Series of events leads New Orleans resident to Natchez

Published 12:41 am Monday, January 21, 2008

NATCHEZ — Carrie Lambert says she has Mississippi mud in her veins.

After living in New Orleans and in Las Vegas, for years, she is now in Natchez —and loving it.

“I’ve been coming to Natchez since I was 8 years old,” Lambert said. “Living in Natchez to me is like living in a fairy tale.”

Email newsletter signup

There were many turns of events that took place before Lambert made her decision to settle in the city she loves.

First was her decision to leave New Orleans and move to Las Vegas.

She had a dream one night, she said, that she was carrying her 7-year-old son Jarrod through downtown New Orleans with water up to her chest.

She awoke from that dream with a feeling that something was going to happen and was weary of dealing with hurricane season.

So Lambert, her husband Don and her son moved to Las Vegas.

“Eight months later, Katrina hit,” she said.

Another factor that took them out West was her husband’s construction job.

Lambert said that construction is very crooked in New Orleans and her husband, who is from Santa Barbara, Calif., was not accustomed to it.

“So, I said, ‘Let’s go out West,’” Lambert said.

They first moved to Arizona, but were unhappy living there.

“It was like living in the twilight zone,” she said.

They moved to and stayed in Las Vegas for two and a half years, where Lambert worked as a paralegal.

Lambert said life in Las Vegas was not wild, as she kept away from places for which the city is known.

“Vegas, I wasn’t into it,” she said.

She did have an exciting experience one Saturday on her way to work, however.

Lambert said as she was trying to park in order to get into her office building, but there were cops preventing cars from entering the lots, so she tried another lot, that was completely empty except for one couple.

She was wondering what all the fuss was about, she said, but then she looked up and saw something unusual.

“There was a plane circling the high rise offices and it was black,” she said. “There was a lot of noise. And there was a helicopter flying around, also.”

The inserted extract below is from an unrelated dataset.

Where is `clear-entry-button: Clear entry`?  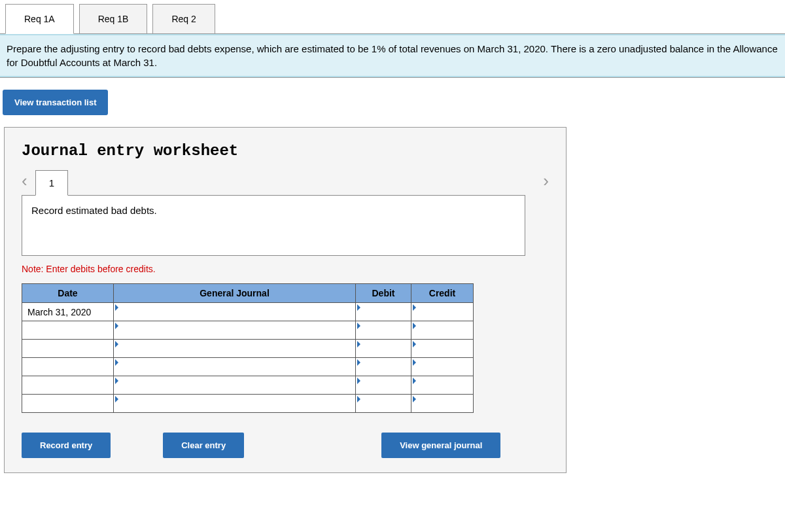
clear-entry-button: Clear entry is located at coordinates (203, 445).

Lambert, in a panic, called her husband and asked him to turn the television news on to see what was going on, but there was nothing on the news.

“Turns out, they were filming Oceans 11 or 12,” Lambert said. “It scared us to death. Who was to know?”

At the beginning of summer, right before she moved to Natchez but after she had already made her decision, some criminal events began taking place that solidified Lambert’s decision to move.

“High school kids were doing home invasions,” she said. “They were breaking in and robbing and tying people up.”

She said in Las Vegas, there’s no such thing as a neighborhood watch program.

“On the whole, nobody knows anyone,” she said.

You could be getting robbed and your next-door neighbors would do nothing about it, Lambert said.

The violence of the break-ins increased, from tying victims up, to beating them and finally to killing them.

“I said pretty soon they’re going to kill someone and then it happened,” Lambert said. “The next week of two, the same thing happened and I said, ‘That’s it, I’m getting out of here.’”

In a place like Natchez, you feel protected, Lambert said.

Lambert said she is happy to be in the South, for herself and for her family, as well.

“I wanted my son to grow up in a Southern community,” Lambert said. “My son was growing up without what I consider proper manners.”

Lambert’s husband was unable to move to Natchez for five months, something Lambert said was very difficult.

“But it’s something we wanted for our family, so we made the sacrifice.”

Her motivation to move to Natchez was the city, not a job, so she was unemployed when she first came. But she opened up the newspaper to the classifieds section and saw an opening for the job she has now as director of the Natchez Downtown Development Association.

“It was almost like divine intervention,” she said.

Lambert, her husband, son and their dog Coco are enjoying finally living in Natchez.

“Just to be in Natchez is magical,” Lambert said.